The Save Rosehill Group drove the campaign to vote down the proposal.
They had on board high-profile industry figures including trainers Waterhouse and Chris Waller, and Victorian Racing Club (VRC) directors Neil Werrett and Vin Cox.
Waterhouse is also an ambassador of the VRC, a rival to the ATC.
The Daily Telegraph approached Cox ahead of the vote and asked whether he saw any conflict between being on the VRC Board – given its charter is to drive the success of Victorian racing – and having a stance on the Rosehill sale.
Cox replied: “No.”
While in the process of asking Cox whether the VRC might be impacted if the ATC benefited from a $5 billion windfall, he interrupted to say: “You’re trying to put words in my mouth and I’m not prepared to talk to The Daily Telegraph”.
ATC Chairman Peter McGauran cut a disappointed figure in the aftermath of the failed vote. He said the unimproved land value of Rosehill was $27.5 million.
A $5 billion sale price represented 128 times that value.
McGauran admitted it would have been for racing “the one Alan Bond you get in your life”, to paraphrase Kerry Packer.
“We will have to have all the good judgment and wisdom to prosper as a race club into the future,” McGauran said. “The funding would have transformed the Sydney scene for the next 100 years.
“I saw it as an opportunity and a necessity … in the face of declining attendances, declining membership … a wagering downturn. We’ve lost 4000 members in five years.

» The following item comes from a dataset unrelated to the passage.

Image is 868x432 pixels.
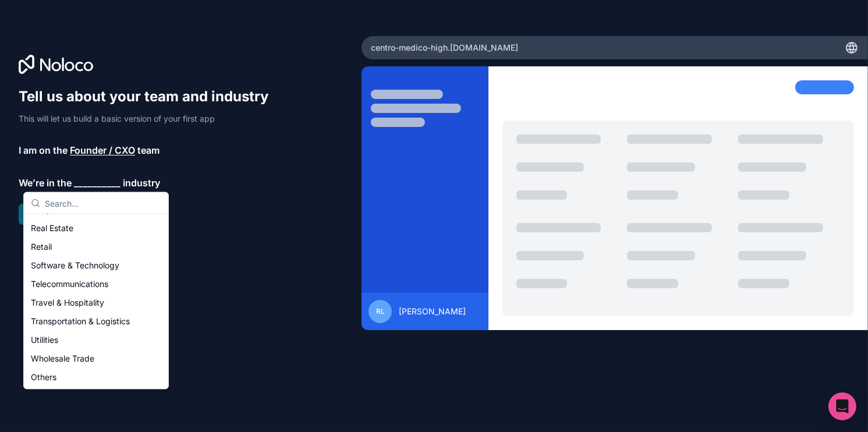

“Racing is not the dominant nor the cultural pursuit that it once was. It had a hold on young people and many Australians saw it as one of their prime recreations. That’s not the case now.
“There is a turning of the social tide about competitive animal sports, and racing is not excluded. There is a need for racing people to get a reality jolt.
“Much of this debate was influenced by the racing establishment who have (already) made their fortunes from racing.”
In the end, McGauran would agree. The numbers don’t lie. An ATC membership of 11,400 is anaemic alongside those of Sydney’s nine NRL clubs. They boast a combined membership of 195,000, led by South Sydney with just under 30,000.
In AFL, The Sydney Swans have 73,000 members and Greater Western Sydney 36,000.
But the most important figure is 25,000 – the number of houses that won’t materialise because ATC members refused to sell a racecourse they never visit.